Day Takes Social Media Beating After Rant Against Rockland Villages

by Monsey.info

Rockland County Executive Ed Day faced a backlash after singling out two villages of Rockland County as being noncompliant.

“With 75% of the COVID infections within two zip codes in Ramapo and Spring Valley, it is unconscionable that these municipalities refuse to join the State task force and become part of the solution instead of causing the continuation of a problem,” Day wrote. “The Governor personally informed me that he read the riot act to the both the mayor of Spring Valley and town supervisor of Ramapo last night. We will see what steps the governor will now take to ensure compliance to his Emergency Orders.”

Day then goes on to accuse both towns of leaching resources from the rest of the county, demanding that the villages add their personnel to the state task force.

The message posted to Facebook garnered nearly 200 replies by Thursday evening, many with directly anti-Semitic statements and accusations.

The backlash came in the form of a post from the Orthodox Jewish Affairs Council, which called out he Executive for spreading false information.

“Ramapo and Spring Valley having now 75% of Rockland’s cases is a flawed number if we don’t know what portion of county tests those two areas produce,” the OJPAC responded. “Those areas have a load of urgent care centers and health clinics so testing is easy to come by.”

The post brings examples of skewed numbers from the local urgent cares, which are disproportionately located in the two villages and attract residents from across Rockland County.

The OJPAC also targeted the presumed mass spread of the virus.

“The total known cases in those areas is now 5 per 1,000 people. No, not 50 which would be 5% of the population. It’s 5 per 1,000 or around 800 cases among 138,000 people so it may be helpful to lower the scary talk,” they wrote. “But again, this number is irrelevant without looking at test totals because if you test more people you see more cases.”

The OJPAC ended with a veiled hint that targeting Jewish establishment during enforcement would not be acceptable.

In response, Day wrote “Your observations are duly noted. As to the data and actions being taken, we are merely following that data with the express purpose of interrupting the local spread of the virus and prevent a full county viral involvement as happened in the Spring under extremely similar circumstances. Finally, and to your appropriate concerns about potential profiling, be assured that I have and will again reiterate to my team that any and all actions should strictly follow the facts, data and evidence with action consistent with those directives.”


What is required: Write down exactly the lines from the one below that has "Return the region for <item>man</item>." to the end of the data, both ends included; the pictures should not appear in your copy.

Excerpted records:
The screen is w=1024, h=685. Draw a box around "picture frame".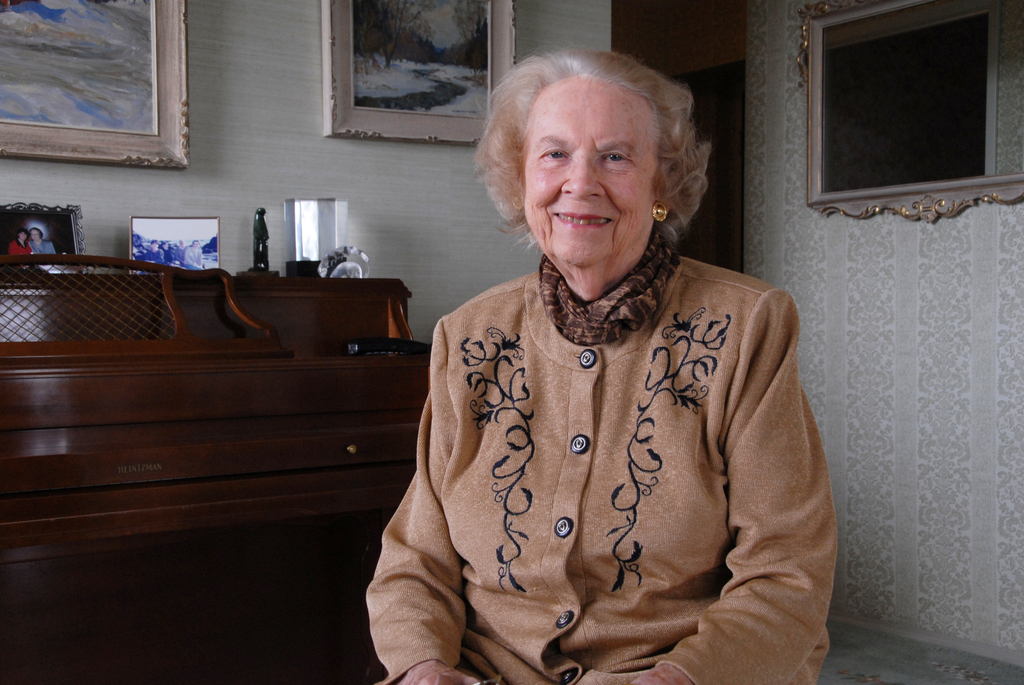
0:0:189:168.
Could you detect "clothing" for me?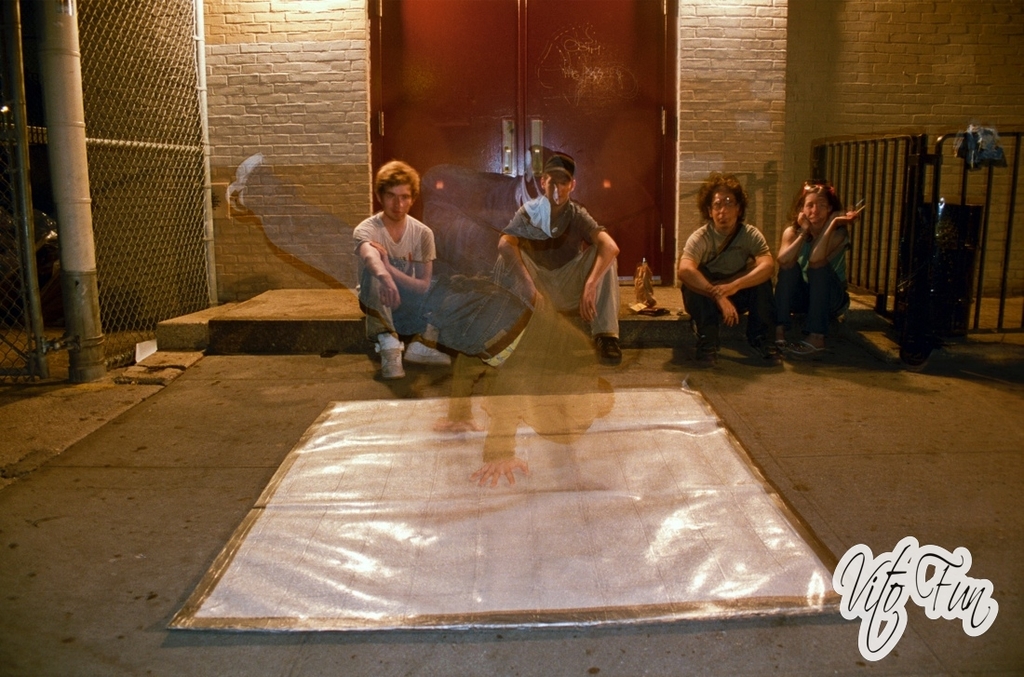
Detection result: 774:223:855:336.
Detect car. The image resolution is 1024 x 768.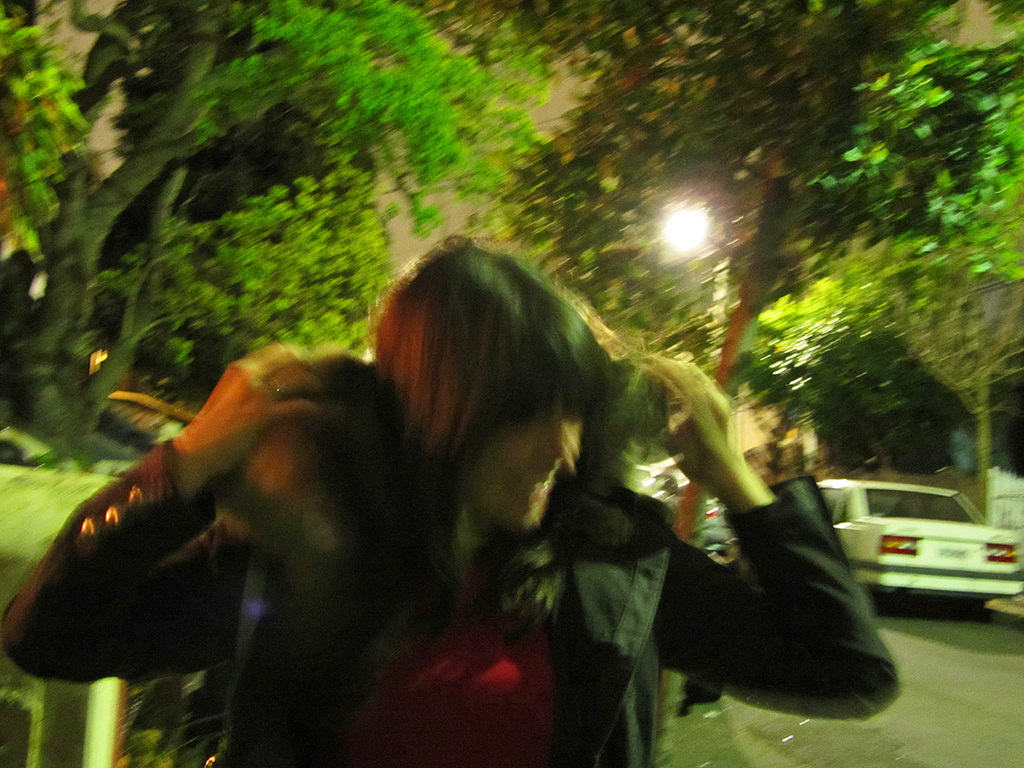
box=[0, 463, 129, 767].
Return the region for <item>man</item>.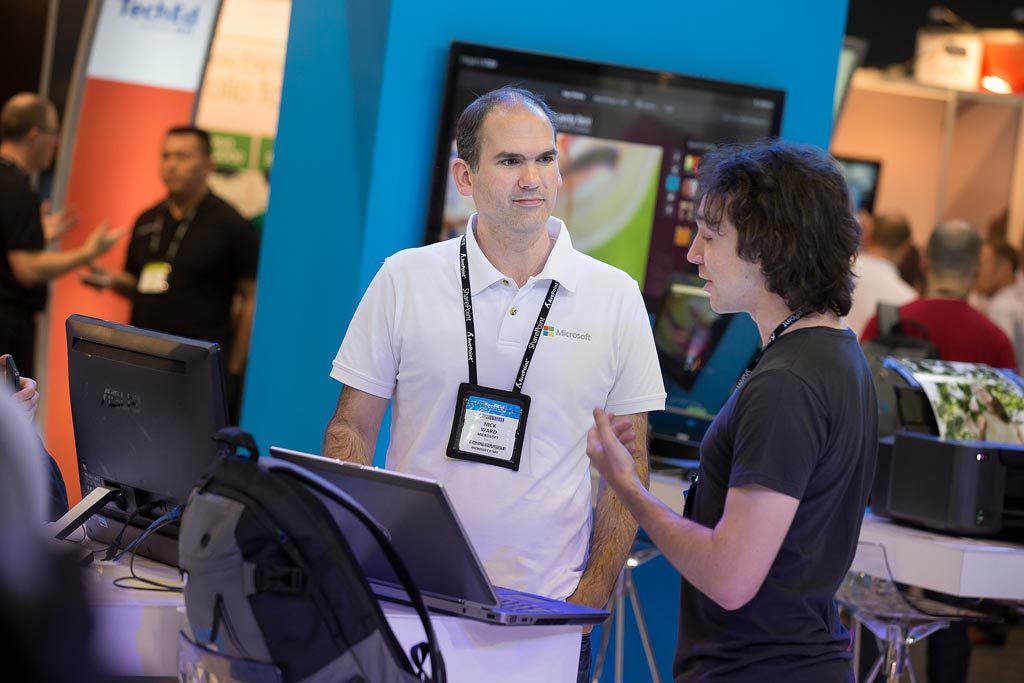
left=293, top=77, right=684, bottom=637.
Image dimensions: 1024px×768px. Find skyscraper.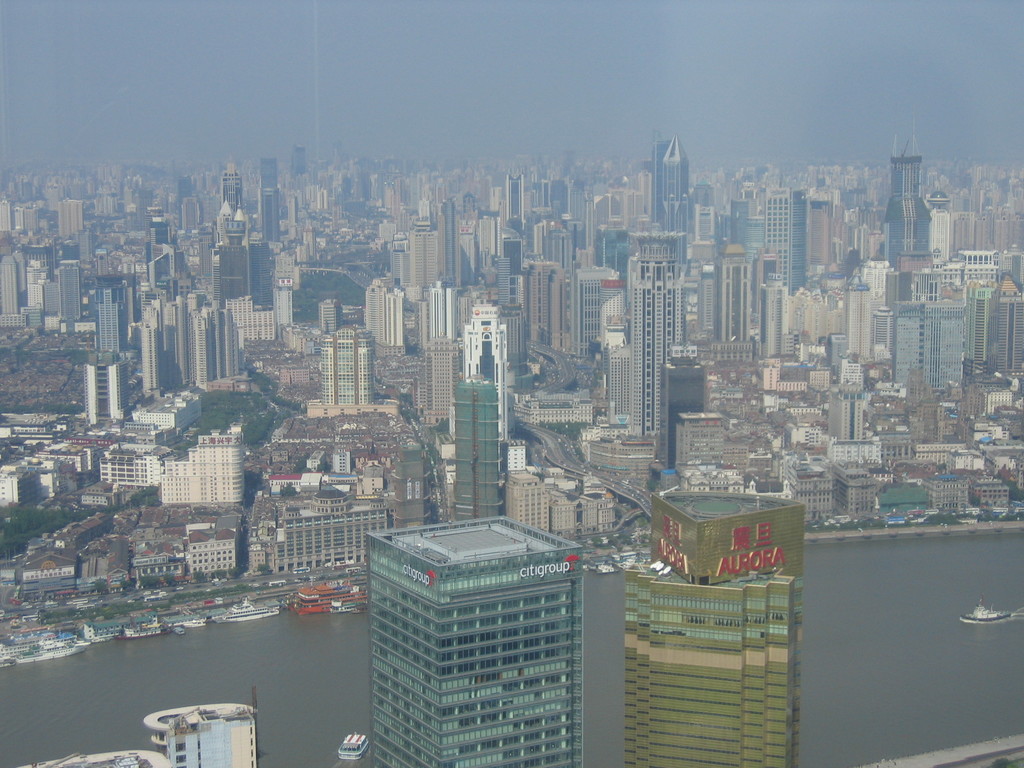
box=[808, 179, 855, 275].
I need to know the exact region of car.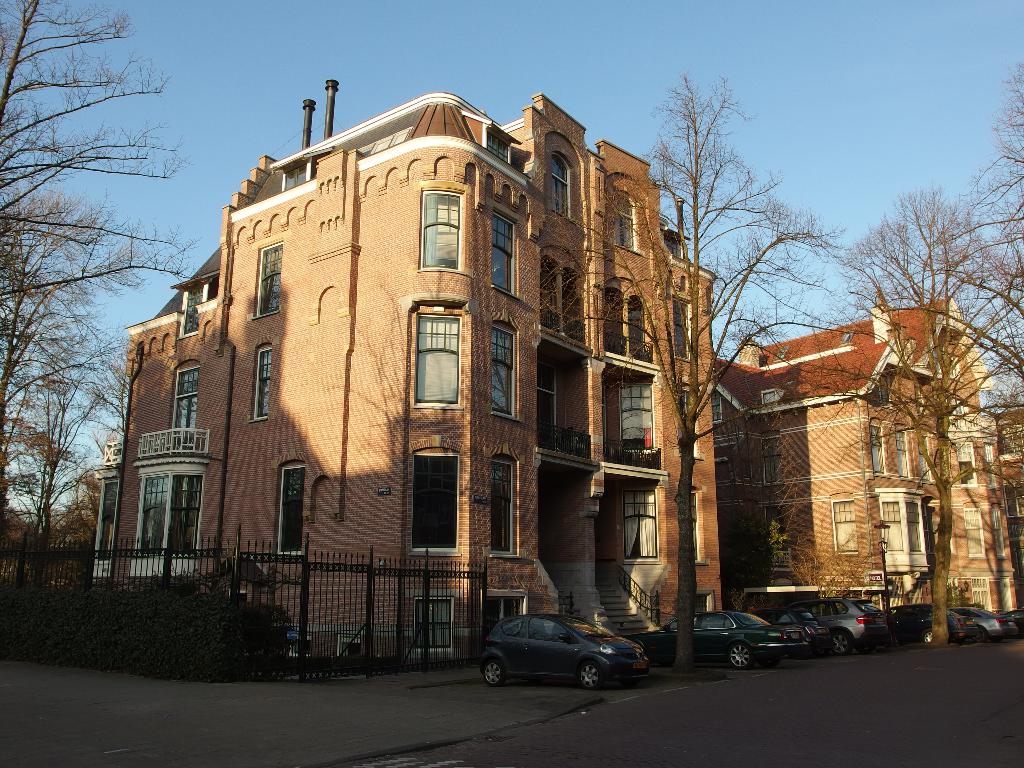
Region: 947,601,1009,639.
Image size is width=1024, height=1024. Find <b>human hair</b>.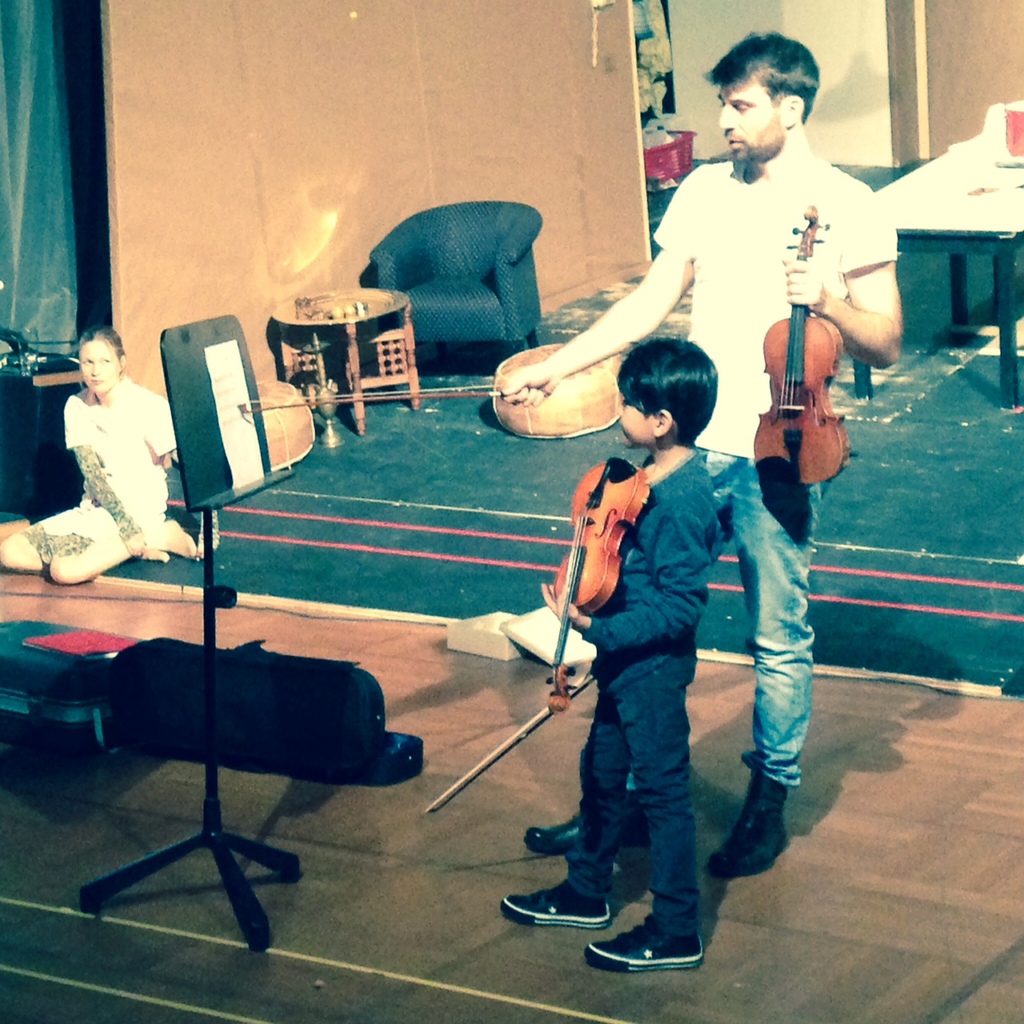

Answer section:
Return the region for <item>man</item>.
left=293, top=77, right=684, bottom=637.
Image dimensions: 1024px×768px. Find skyscraper.
box=[808, 179, 855, 275].
I need to know the exact region of car.
Region: 947,601,1009,639.
Image size is width=1024, height=1024. Find <b>human hair</b>.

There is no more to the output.